I expected to see a field of sand, but instead there was a plain as flat as glass and blazing white, like I was sitting in a field of snow. I thought it was a trick of the heat until I lifted my hand from the desert floor. White flakes crumbled from my fingertips and fell away like ash. I brought my fingers to my lips and touched them to my tongue.
Salt. Not snow. Salt. I was in the middle of a salt flat that stretched nearly to the horizon, the crystals glittering, broken only by a range of bare mountains in the far distance. There was no cactus or brush as far as I could see. I might as well have been on the surface of the moon.
I turned toward a metallic chime and found Bear sitting tall amid the white, watching me, his tags gleaming in the sun. As soon as he saw me looking, he turned away like I was beneath his notice.
“I told you to go,” I said. My throat felt coated in sand, the spiny granules shredding my flesh as I spoke. How long had it been since I’d had water? Twelve hours? More?
I searched for my backpack and found it a few feet behind me. The second I had it in my lap, my heart fell. It was empty. At some point during my flight from the Path, the zipper had come open and all of my supplies — food, water, Grey’s map — were now scattered between where I sat and a highway that was lost somewhere in the distance. I reached around behind my back and wasn’t at all surprised to find the revolver gone as well.
I threw the pack away with what little strength I could muster, then looked out at the barren plain around me. I wondered if Grey would still have saved me if he knew how pointless his sacrifice would be.
There was a rustle as Bear crossed the salt field. He stuck his nose into my side and I reached out to push him away. When my hand brushed his side, everything inside of me went still. I took his collar and drew him back. His fur was wet. I moved my hands over his ears and paws and found them all covered by a thin film of water.

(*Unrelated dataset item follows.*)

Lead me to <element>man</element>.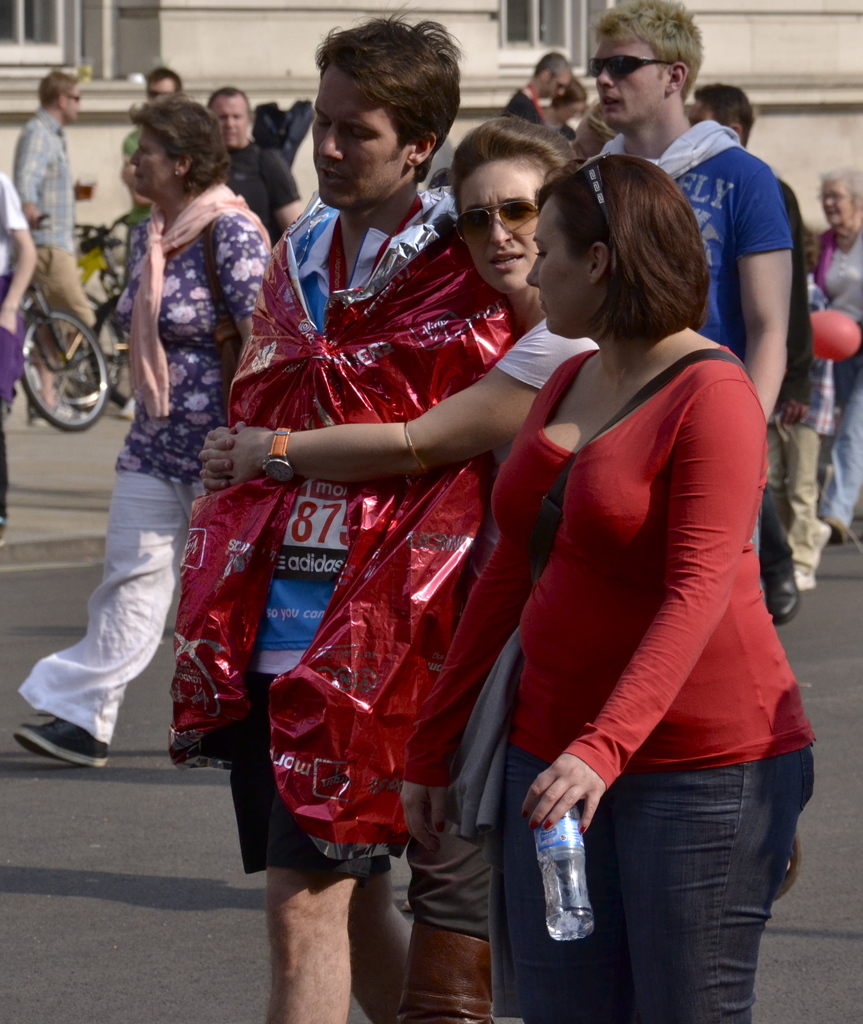
Lead to x1=10 y1=74 x2=95 y2=429.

“Where’d you find it? Where’d you find the water?”
Bear jumped back with a growl, confused at first, but then he wheeled around and flew out across the desert. I somehow found the energy to chase after him, stumbling and weaving, and after a few minutes, the salt beneath my feet disappeared and we were back on hardpacked sand. A few ancient-looking shrubs appeared. They were little more than gnarled trunks and spindly branches, but they meant that water had to be somewhere nearby.
Bear disappeared over a hill, and when I came down the other side, I saw a circle of reeds and grasses rising around an oasis no bigger than a manhole cover. Bear dropped to his belly and lapped at the water.
There was a scummy haze of algae clinging to the edges of the pond, and tiny bugs flitting over its surface, but I was too thirsty to care. I cupped one palm awkwardly and filled it with the dark water. When that was too slow, I simply leaned over the edge and slurped the water up. Together, Bear and I nearly drained the pond. When he began chewing on the thin grasses around the water, I followed suit, pulling up handfuls of the bitter roots. My stomach tried to rebel but I forced them down. When I had eaten and drunk all I could manage, I fell into a heap beside Bear.